__WORK REQUEST__. Would you retype the records below exactly as they appear?

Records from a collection

---------------

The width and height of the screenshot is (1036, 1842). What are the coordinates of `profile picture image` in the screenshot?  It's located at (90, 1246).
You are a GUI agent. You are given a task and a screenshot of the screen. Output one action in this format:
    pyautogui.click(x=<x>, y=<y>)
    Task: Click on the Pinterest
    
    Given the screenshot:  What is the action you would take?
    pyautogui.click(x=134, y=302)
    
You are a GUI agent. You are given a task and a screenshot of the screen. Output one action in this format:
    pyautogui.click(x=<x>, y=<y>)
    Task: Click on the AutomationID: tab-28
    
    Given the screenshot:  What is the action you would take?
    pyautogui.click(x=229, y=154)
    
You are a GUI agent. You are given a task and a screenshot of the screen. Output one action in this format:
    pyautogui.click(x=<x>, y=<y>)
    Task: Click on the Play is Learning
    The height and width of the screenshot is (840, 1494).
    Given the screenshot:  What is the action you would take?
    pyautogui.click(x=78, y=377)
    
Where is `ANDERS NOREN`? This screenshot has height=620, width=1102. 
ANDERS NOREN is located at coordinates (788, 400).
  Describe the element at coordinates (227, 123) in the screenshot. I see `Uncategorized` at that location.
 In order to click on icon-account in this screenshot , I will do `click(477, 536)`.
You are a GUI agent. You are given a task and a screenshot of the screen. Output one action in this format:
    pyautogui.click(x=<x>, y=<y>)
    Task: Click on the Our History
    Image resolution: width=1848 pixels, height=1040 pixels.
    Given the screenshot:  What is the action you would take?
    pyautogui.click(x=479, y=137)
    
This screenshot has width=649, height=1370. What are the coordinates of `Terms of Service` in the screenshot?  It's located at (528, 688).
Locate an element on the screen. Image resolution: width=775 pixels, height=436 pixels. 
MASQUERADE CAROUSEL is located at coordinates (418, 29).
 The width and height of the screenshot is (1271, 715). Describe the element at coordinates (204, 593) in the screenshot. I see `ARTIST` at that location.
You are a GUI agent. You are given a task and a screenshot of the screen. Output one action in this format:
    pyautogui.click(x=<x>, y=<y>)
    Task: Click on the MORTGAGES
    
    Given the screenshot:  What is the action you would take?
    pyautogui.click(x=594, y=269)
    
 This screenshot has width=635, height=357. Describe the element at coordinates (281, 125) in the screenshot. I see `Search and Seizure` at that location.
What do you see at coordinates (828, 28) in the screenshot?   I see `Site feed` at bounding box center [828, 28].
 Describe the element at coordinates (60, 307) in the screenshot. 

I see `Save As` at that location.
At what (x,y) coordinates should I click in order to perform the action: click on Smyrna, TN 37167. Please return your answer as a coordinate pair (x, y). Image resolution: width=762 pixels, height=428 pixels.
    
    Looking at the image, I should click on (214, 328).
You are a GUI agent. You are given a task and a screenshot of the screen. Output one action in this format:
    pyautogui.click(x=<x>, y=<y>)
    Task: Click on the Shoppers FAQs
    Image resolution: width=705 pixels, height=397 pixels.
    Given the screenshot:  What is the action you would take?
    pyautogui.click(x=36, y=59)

---------------

__ANSWER SPACE__.
The width and height of the screenshot is (1036, 1842). What are the coordinates of `profile picture image` in the screenshot?  It's located at (90, 1246).
You are a GUI agent. You are given a task and a screenshot of the screen. Output one action in this format:
    pyautogui.click(x=<x>, y=<y>)
    Task: Click on the Pinterest
    
    Given the screenshot:  What is the action you would take?
    pyautogui.click(x=134, y=302)
    
You are a GUI agent. You are given a task and a screenshot of the screen. Output one action in this format:
    pyautogui.click(x=<x>, y=<y>)
    Task: Click on the AutomationID: tab-28
    
    Given the screenshot:  What is the action you would take?
    pyautogui.click(x=229, y=154)
    
You are a GUI agent. You are given a task and a screenshot of the screen. Output one action in this format:
    pyautogui.click(x=<x>, y=<y>)
    Task: Click on the Play is Learning
    The height and width of the screenshot is (840, 1494).
    Given the screenshot:  What is the action you would take?
    pyautogui.click(x=78, y=377)
    
Where is `ANDERS NOREN`? This screenshot has height=620, width=1102. 
ANDERS NOREN is located at coordinates (788, 400).
  Describe the element at coordinates (227, 123) in the screenshot. I see `Uncategorized` at that location.
 In order to click on icon-account in this screenshot , I will do `click(477, 536)`.
You are a GUI agent. You are given a task and a screenshot of the screen. Output one action in this format:
    pyautogui.click(x=<x>, y=<y>)
    Task: Click on the Our History
    Image resolution: width=1848 pixels, height=1040 pixels.
    Given the screenshot:  What is the action you would take?
    pyautogui.click(x=479, y=137)
    
This screenshot has width=649, height=1370. What are the coordinates of `Terms of Service` in the screenshot?  It's located at (528, 688).
Locate an element on the screen. Image resolution: width=775 pixels, height=436 pixels. 
MASQUERADE CAROUSEL is located at coordinates (418, 29).
 The width and height of the screenshot is (1271, 715). Describe the element at coordinates (204, 593) in the screenshot. I see `ARTIST` at that location.
You are a GUI agent. You are given a task and a screenshot of the screen. Output one action in this format:
    pyautogui.click(x=<x>, y=<y>)
    Task: Click on the MORTGAGES
    
    Given the screenshot:  What is the action you would take?
    pyautogui.click(x=594, y=269)
    
 This screenshot has width=635, height=357. Describe the element at coordinates (281, 125) in the screenshot. I see `Search and Seizure` at that location.
What do you see at coordinates (828, 28) in the screenshot?   I see `Site feed` at bounding box center [828, 28].
 Describe the element at coordinates (60, 307) in the screenshot. 

I see `Save As` at that location.
At what (x,y) coordinates should I click in order to perform the action: click on Smyrna, TN 37167. Please return your answer as a coordinate pair (x, y). Image resolution: width=762 pixels, height=428 pixels.
    
    Looking at the image, I should click on (214, 328).
You are a GUI agent. You are given a task and a screenshot of the screen. Output one action in this format:
    pyautogui.click(x=<x>, y=<y>)
    Task: Click on the Shoppers FAQs
    Image resolution: width=705 pixels, height=397 pixels.
    Given the screenshot:  What is the action you would take?
    pyautogui.click(x=36, y=59)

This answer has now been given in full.